Tampa Rental Market Update — May 2026
Tampa has two rental markets right now — record apartment oversupply, and single-family rents that are still climbing. Here's what the split means if you rent out a house.
There are two rental markets in Tampa right now, and they're moving in opposite directions. Apartment vacancy just hit a record high. Single-family rents are still climbing. Which Tampa you're in depends on what you own.
Here's the short version. As of May 2026, Tampa's apartment market is in the deepest oversupply on record — vacancy near 10.7%, rents falling. Houses are a different story. Single-family rents are still rising, in line with a national split between houses and apartments. If you rent out a house in Tampa, you're in the stronger market. Call it "The Two Tampas."
What changed in Tampa's rental market?
Tampa's apartment vacancy reached about 10.7% in March 2026 — the highest CoStar has recorded since it started tracking the metro in 2000. Effective apartment rents are down roughly 5.4% over the year. Single-family rents, by contrast, are still up. Two markets, one city.

The apartment number is the one making headlines, and it's earned. Tampa delivered more than 12,500 new apartment units in 2024, and the wave hasn't crested — another 7,559 units are set to land in 2026 against only about 6,126 the market can absorb. More supply than demand, month after month, pulls rents down. Our March rental update flagged the same slide, and it hasn't stopped.
Houses didn't follow apartments down. Nationally, single-family rents rose about 2.6% over the past year, according to Cotality's Single-Family Rent Index — and detached houses specifically outpaced apartments, up 4.4% against 2.4% for multifamily, per the National Association of Realtors. Tampa tracked that pattern. Demand for houses in established neighborhoods held up while the apartment towers competed on price.
Why are apartments and houses moving in opposite directions?
It comes down to supply. Tampa built apartments at a record pace, and that's a multifamily story — not a single-family one. Houses never got overbuilt the same way. When you flood one side of a market and leave the other tight, prices split. That's the whole explanation.
Demand is still here. Tampa Bay led all of Florida in job growth over the past year, adding 14,400 jobs — more than any other metro in the state. But the pace is cooling: unemployment ticked up to about 4.6%, and migration into the region has slowed from its peak. Mortgage rates have eased too, to 6.36% in mid-May from 6.81% a year ago, according to Freddie Mac. People still want to live in Tampa. They just have more apartment options than house options.
What does this mean if you rent out a house in Tampa?
Your house is not the apartment market. That alarming 10.7% vacancy figure is an apartment number — it doesn't describe single-family homes, which are renting at far lower vacancy. So the scary headline isn't really about you.
But it reaches you anyway, because your next tenant has been shopping. Nearly 40% of Tampa apartment complexes are running concessions right now — a free month, waived fees, the works. Your applicant has seen those deals. You're not competing head-to-head on price with a concession-stacked tower, and you shouldn't try to. What those deals do is set expectations. The renter walking through your house thinks the market is soft everywhere. Price like you know it isn't — for houses.
What should Tampa landlords do now?
Three moves. Price to recent single-family comps, run the renewal math before you raise rent, and — if you're buying or selling — factor in the split.
First, pricing. A well-priced Tampa house still leases in about three weeks. An overpriced one sits, and every empty month costs you a full month's rent to chase a small overage. Pull three or four recent single-family rentals near you — actual leased prices, not asking prices — and price to those, not to the apartment headlines and not to your 2022 number.
Second, renewals. This is where good landlords lose money quietly. With concessions everywhere, even a fair increase can nudge a solid tenant to go look around. Run the math first. A $75-a-month bump is $900 over a year — but a single vacant month plus turnover costs easily run past $2,000. Keeping a reliable tenant at a flat or modest renewal is often the better deal. Decide it on the numbers, not reflex.
Third, buying or selling. If you're shopping for a deal, watch the back half of 2026 — distress in apartment and small-multifamily loans is climbing nationally, and forced sales can drag small-multi prices down with them. If you own a house and you're wondering whether to sell, there's no fire-sale signal here. Single-family fundamentals are intact, and a balanced sale market means a realistic price, not a panic one — worth weighing against when it actually makes sense to sell a Tampa rental. Out-of-state owners: ask your manager how long recent listings took to rent before you set a number.
The thread through all three: price to what houses actually do, not what apartments are doing. That's the whole job in a split market — and it's exactly what a rental analysis gives you. If you'd like a clear read on what your Tampa house should rent for today, our team's Free Rental Analysis lays it out, comp by comp. You can also browse the rest of our Tampa property management resources for more on managing through this market.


TASK REQUIREMENTS
Pull out each line of the records holding the string "improve".

(Figure content listings)

- - - -

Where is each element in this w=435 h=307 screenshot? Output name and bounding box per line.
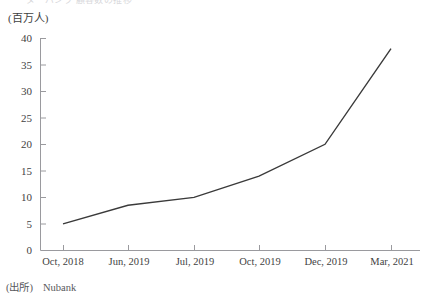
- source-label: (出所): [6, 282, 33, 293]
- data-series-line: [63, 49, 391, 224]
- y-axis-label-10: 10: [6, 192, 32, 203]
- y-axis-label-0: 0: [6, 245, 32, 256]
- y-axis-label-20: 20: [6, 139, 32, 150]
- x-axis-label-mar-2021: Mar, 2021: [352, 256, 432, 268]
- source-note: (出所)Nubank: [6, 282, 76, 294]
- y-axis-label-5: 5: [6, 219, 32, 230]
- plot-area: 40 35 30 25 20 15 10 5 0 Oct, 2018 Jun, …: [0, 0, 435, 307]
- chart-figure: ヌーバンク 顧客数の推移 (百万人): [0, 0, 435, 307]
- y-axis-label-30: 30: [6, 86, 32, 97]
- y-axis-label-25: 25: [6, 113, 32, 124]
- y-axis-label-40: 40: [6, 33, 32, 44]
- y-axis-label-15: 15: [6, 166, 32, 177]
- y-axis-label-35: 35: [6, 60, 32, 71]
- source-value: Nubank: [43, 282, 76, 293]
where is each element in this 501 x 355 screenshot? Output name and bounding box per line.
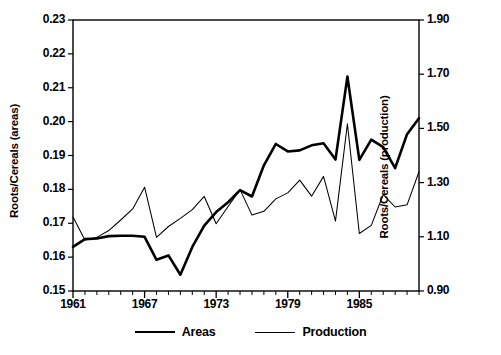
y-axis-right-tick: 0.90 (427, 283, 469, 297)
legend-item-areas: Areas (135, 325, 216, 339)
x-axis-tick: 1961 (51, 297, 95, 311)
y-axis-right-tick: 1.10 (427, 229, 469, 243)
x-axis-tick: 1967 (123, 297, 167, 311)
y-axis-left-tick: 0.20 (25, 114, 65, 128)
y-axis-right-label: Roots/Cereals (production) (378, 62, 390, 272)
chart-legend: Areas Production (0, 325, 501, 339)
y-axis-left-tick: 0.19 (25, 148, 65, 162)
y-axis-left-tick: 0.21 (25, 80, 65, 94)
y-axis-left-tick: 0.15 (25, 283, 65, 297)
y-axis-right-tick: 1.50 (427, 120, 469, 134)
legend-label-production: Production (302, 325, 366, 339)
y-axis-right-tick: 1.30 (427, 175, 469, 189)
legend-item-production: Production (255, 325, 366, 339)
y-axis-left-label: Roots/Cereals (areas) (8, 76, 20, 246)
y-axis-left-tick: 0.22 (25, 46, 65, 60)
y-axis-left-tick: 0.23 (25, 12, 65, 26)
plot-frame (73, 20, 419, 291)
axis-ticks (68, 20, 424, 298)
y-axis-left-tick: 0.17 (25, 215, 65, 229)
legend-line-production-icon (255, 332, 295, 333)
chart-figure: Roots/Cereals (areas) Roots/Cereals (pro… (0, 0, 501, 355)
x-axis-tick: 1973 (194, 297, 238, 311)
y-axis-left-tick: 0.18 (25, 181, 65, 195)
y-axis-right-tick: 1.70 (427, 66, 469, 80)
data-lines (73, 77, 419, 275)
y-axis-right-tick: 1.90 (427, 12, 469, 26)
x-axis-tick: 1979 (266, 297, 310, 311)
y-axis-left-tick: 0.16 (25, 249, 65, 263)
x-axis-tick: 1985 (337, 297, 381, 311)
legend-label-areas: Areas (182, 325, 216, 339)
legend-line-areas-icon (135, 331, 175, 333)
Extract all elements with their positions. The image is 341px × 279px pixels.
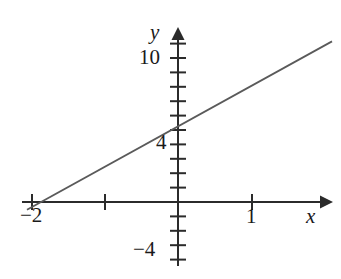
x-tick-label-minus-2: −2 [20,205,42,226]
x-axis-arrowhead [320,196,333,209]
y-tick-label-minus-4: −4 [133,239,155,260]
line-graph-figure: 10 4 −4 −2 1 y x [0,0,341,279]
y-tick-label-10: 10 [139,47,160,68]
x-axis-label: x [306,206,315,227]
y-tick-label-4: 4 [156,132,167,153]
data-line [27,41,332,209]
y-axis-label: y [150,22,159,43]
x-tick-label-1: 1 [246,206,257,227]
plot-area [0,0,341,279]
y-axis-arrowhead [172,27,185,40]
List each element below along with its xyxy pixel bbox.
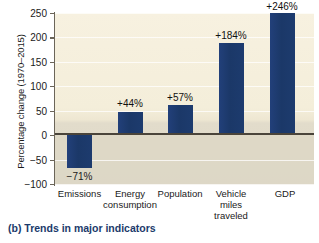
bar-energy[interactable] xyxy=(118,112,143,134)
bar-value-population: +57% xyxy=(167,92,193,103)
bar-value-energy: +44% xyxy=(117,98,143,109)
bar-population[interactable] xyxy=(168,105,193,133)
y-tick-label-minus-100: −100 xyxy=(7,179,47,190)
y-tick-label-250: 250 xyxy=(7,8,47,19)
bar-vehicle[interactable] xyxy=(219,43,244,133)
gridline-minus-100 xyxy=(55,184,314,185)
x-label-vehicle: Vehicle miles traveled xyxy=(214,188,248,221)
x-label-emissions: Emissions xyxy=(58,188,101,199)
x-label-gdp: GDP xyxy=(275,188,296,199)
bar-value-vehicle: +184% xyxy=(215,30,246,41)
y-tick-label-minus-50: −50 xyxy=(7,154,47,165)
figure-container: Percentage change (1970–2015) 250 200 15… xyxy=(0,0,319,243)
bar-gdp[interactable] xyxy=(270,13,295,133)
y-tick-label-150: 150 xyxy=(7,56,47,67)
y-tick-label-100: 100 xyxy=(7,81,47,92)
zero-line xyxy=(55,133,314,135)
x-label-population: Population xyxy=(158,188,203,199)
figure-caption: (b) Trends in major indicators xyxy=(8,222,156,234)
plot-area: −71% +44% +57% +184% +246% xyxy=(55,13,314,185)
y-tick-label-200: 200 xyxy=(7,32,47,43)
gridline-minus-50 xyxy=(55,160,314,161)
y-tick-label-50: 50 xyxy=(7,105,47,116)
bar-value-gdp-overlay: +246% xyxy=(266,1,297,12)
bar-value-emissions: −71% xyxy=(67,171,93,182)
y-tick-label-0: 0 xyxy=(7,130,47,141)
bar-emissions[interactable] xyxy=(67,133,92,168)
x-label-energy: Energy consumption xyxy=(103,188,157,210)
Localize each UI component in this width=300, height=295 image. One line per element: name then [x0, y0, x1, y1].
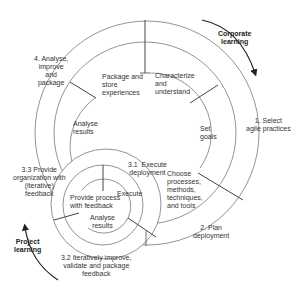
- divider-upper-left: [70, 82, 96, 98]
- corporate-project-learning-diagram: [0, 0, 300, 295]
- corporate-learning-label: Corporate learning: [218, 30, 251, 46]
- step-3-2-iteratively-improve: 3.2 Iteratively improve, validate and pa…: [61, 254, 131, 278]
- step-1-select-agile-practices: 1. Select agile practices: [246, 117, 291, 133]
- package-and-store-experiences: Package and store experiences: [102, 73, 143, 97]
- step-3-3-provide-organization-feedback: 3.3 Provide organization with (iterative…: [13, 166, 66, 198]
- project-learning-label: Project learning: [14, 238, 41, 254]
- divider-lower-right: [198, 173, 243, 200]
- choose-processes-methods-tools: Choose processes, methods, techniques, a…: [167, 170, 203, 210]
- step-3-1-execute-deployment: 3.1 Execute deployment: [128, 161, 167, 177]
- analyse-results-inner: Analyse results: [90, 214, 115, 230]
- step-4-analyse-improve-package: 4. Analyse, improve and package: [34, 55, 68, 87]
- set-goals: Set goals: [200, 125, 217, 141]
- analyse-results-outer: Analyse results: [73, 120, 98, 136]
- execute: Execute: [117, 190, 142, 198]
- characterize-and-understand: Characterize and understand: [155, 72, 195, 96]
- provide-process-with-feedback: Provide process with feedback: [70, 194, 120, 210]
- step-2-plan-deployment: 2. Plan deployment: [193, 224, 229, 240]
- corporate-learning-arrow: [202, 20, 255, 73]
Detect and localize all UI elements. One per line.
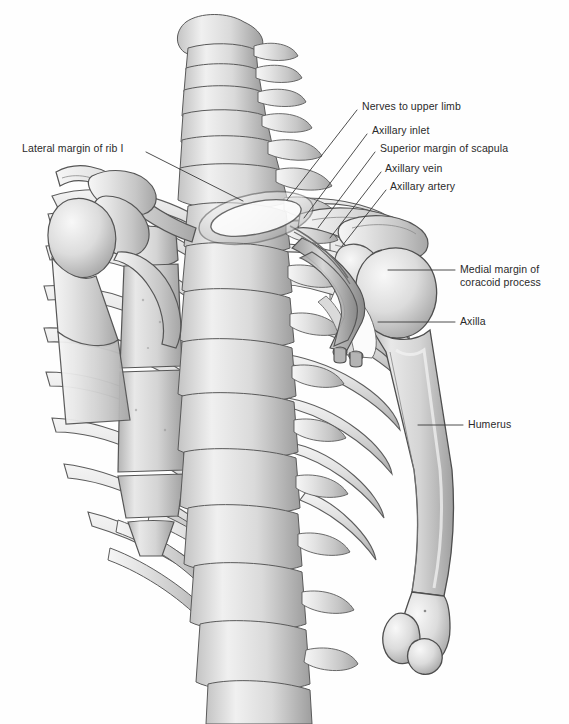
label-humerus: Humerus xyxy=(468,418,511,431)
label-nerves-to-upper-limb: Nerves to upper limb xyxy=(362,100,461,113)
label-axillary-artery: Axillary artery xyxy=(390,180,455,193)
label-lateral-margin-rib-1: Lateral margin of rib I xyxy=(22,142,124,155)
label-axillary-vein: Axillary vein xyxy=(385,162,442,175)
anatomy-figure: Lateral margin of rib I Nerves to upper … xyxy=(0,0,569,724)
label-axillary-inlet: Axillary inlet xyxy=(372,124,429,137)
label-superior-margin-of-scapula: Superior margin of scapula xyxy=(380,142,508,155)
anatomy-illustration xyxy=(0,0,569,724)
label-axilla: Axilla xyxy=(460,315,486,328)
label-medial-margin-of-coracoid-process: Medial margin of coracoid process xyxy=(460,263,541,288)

- - - -

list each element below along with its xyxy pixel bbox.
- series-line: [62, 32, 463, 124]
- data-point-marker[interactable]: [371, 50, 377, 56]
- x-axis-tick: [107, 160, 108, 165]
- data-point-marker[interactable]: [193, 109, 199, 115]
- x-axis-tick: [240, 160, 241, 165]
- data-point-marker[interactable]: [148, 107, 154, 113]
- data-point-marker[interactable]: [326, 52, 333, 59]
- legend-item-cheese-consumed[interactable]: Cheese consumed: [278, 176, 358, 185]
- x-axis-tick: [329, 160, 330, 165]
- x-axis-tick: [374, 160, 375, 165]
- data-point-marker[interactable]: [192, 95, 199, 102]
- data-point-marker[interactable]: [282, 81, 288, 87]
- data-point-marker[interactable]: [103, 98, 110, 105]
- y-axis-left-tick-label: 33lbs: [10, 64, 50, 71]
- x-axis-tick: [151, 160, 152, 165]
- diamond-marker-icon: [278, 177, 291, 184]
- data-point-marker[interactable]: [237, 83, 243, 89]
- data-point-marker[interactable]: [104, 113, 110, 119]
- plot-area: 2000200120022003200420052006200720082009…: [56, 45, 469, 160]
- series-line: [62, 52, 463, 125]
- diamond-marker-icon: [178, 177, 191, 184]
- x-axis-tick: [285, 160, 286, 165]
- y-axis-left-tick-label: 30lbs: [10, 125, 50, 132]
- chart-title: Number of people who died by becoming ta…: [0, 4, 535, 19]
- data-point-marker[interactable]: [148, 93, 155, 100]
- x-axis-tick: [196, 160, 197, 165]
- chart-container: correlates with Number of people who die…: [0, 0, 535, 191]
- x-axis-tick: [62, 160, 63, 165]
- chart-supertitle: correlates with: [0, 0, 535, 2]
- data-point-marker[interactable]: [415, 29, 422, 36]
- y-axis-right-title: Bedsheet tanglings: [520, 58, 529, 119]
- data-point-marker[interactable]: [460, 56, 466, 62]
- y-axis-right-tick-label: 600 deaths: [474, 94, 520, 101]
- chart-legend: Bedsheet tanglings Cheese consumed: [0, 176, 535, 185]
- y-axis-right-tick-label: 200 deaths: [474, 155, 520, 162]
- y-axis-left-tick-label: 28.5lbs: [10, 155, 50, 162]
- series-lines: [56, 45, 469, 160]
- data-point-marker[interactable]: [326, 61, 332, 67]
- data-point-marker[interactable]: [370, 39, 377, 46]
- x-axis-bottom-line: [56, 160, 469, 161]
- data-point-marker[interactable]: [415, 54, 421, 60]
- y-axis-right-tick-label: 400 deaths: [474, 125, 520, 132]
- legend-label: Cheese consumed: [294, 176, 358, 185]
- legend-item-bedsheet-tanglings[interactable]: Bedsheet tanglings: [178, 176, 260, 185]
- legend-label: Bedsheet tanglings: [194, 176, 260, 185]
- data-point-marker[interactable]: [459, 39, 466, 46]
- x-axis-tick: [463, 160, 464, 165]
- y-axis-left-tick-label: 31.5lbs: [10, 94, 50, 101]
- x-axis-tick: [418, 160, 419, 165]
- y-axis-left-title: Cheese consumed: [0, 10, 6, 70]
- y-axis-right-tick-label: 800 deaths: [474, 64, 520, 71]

- - - -

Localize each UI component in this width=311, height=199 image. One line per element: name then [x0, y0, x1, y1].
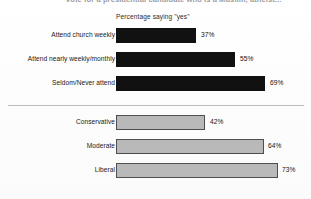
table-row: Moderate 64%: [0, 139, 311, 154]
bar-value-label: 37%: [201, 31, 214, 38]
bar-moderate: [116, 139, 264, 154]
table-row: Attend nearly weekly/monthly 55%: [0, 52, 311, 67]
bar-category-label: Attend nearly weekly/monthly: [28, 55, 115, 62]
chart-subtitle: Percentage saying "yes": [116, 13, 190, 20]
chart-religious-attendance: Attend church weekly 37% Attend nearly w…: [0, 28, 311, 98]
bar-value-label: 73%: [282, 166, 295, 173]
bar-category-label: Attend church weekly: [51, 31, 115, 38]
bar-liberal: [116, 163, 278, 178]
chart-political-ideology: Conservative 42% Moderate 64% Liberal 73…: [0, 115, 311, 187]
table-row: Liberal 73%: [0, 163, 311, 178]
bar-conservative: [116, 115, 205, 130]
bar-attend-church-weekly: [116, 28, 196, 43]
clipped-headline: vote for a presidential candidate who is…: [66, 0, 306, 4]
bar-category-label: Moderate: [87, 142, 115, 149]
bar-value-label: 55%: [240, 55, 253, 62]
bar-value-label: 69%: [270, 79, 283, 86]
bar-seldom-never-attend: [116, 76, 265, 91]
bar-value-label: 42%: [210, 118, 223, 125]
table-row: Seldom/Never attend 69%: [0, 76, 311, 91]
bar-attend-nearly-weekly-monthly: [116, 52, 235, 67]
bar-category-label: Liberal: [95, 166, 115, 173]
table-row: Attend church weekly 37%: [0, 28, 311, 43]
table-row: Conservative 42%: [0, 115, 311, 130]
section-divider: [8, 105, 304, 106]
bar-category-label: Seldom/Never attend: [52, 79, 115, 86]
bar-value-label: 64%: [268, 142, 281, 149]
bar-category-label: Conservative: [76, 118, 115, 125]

- - - -

ANSWER SECTION
- step-3-2-iteratively-improve: 3.2 Iteratively improve, validate and pa…: [61, 254, 131, 278]
- step-4-analyse-improve-package: 4. Analyse, improve and package: [34, 55, 68, 87]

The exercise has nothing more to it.